Scientists have unearthed a trove of about 600 obsidian hand-axes made more than 1.2 million years ago in Ethiopia by an unknown group of hominins, the family that includes modern humans and many extinct relatives.
Obsidian is an igneous rock with a glassy form that is produced during the rapid cooling of volcanic lava. Due to the hard, brittle, and amorphous nature of the glass, it fractures with sharp edges, making it a reliable material for producing cutting and piercing tools.
Over the millennia, many human societies have relied on obsidian for both aesthetic and functional items. Prior study has suggested that “knapping workshops” appeared in Europe sometime between 774,000 and 129,000 years ago, during the Middle Pleistocene.
However, according to the study’s authors, it is the only Early Pleistocene handaxe factory ever discovered. The finding pushes the timeline of obsidian tool usage back by an astounding 500,000 years, revealing that the hominins who lived in this part of Ethiopia, known as Melka Kunture, had to be extremely skilled crafters in order to work with this capricious material.
The group describes where the handaxes were discovered, their condition, and their age in a paper published in the journal Nature Ecology & Evolution.
“Following the deposition of an accumulation of obsidian cobbles by a meandering river, hominins began to exploit these in new ways, producing large tools with sharp cutting edges,” write the researchers.
“We argue that…hominins were doing much more than simply reacting to environmental changes; they were taking advantage of new opportunities, and developing new techniques and new skills according to them,” the team added.
The researchers repeatedly marvel at the axes’ “morphological standardization,” and while they don’t know which species of human crafted them, they claim whoever created them diligently applied “secondary retouches” and was “focused on the final regularization of the artifacts.”
Such abilities mark a surprisingly massive cognitive leap for such an ancient group of humans. The adaptation of existing flint knapping techniques to manufacture more challenging obsidian tools, according to the authors, is an example of “convergent thinking,” which is associated with creative problem-solving.
The researchers praise the old axe makers for “creatively solved through convergent thinking technological problems such as effectively detaching and shaping large flakes of the unusually brittle and cutting volcanic glass.”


WHAT IS NEEDED:
Where in the data does the word "diagram" appear? Find those lines and copy them.

Source data:
↓↓↓

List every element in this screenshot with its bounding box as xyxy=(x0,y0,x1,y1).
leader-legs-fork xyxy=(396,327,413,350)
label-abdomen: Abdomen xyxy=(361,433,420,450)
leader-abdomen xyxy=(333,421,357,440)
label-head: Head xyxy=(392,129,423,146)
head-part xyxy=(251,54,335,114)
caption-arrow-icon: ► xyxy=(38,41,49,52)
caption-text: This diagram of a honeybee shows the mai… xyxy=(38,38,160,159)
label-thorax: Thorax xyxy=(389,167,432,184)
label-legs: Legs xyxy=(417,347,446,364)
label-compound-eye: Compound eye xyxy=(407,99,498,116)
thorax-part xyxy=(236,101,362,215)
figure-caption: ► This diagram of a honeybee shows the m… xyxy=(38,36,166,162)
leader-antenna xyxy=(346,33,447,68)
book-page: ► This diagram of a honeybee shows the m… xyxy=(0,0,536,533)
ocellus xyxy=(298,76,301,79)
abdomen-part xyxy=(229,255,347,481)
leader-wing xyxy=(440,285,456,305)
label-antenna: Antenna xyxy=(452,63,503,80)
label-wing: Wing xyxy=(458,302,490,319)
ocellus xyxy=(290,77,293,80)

↑↑↑

WRITTEN RESPONSE:
caption-text: This diagram of a honeybee shows the mai… xyxy=(38,38,160,159)
figure-caption: ► This diagram of a honeybee shows the m… xyxy=(38,36,166,162)
book-page: ► This diagram of a honeybee shows the m… xyxy=(0,0,536,533)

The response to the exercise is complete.